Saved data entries
····················

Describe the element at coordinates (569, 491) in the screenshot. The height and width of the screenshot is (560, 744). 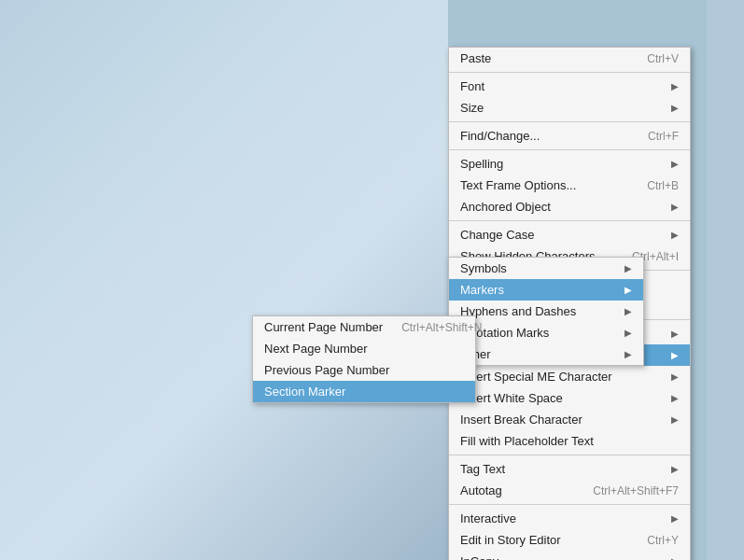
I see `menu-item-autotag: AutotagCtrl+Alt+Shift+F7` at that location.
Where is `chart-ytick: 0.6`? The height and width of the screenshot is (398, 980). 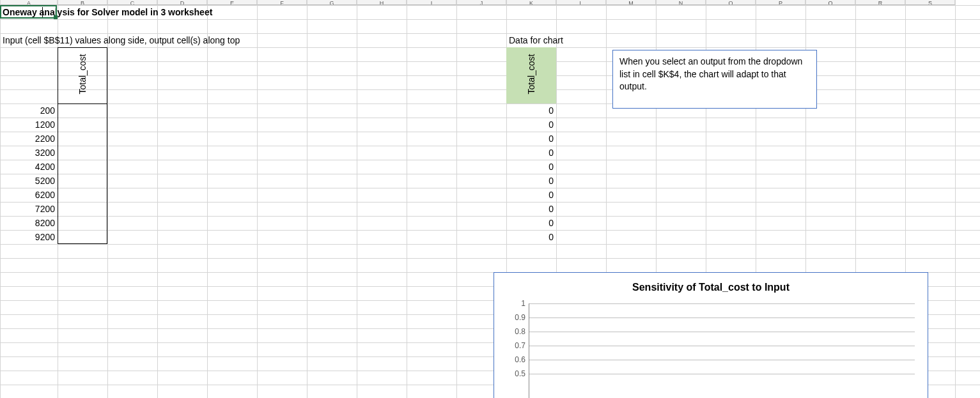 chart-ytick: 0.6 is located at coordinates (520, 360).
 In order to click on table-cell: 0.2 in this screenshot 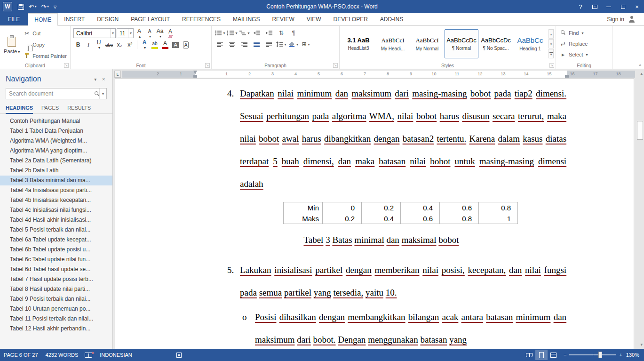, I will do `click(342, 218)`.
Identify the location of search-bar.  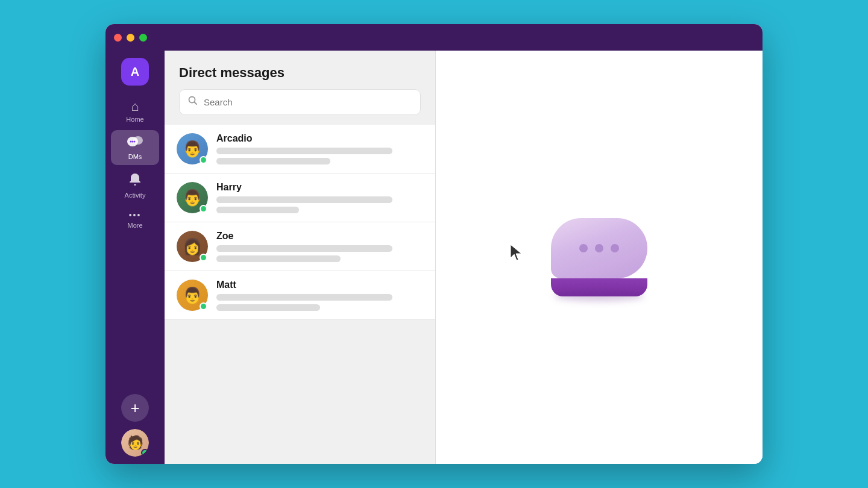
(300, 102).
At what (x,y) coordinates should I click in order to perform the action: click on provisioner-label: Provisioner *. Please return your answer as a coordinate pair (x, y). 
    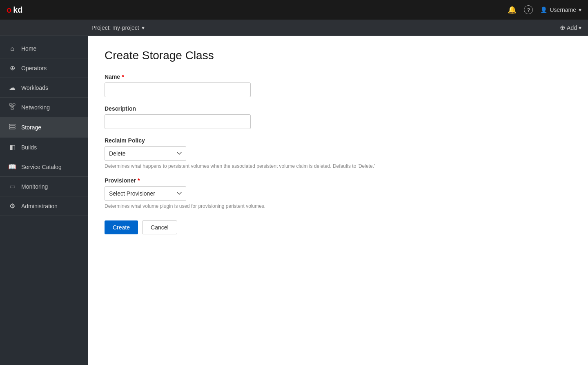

····················

## EXERCISE AIM
Return exactly, with no pictures, each line from the one that contains "Identify the location of search-bar." through the end of the entries above, both ends included.

## COMPLETED TASK
Identify the location of search-bar.  
(300, 102).
At what (x,y) coordinates should I click in order to perform the action: click on provisioner-label: Provisioner *. Please return your answer as a coordinate pair (x, y). 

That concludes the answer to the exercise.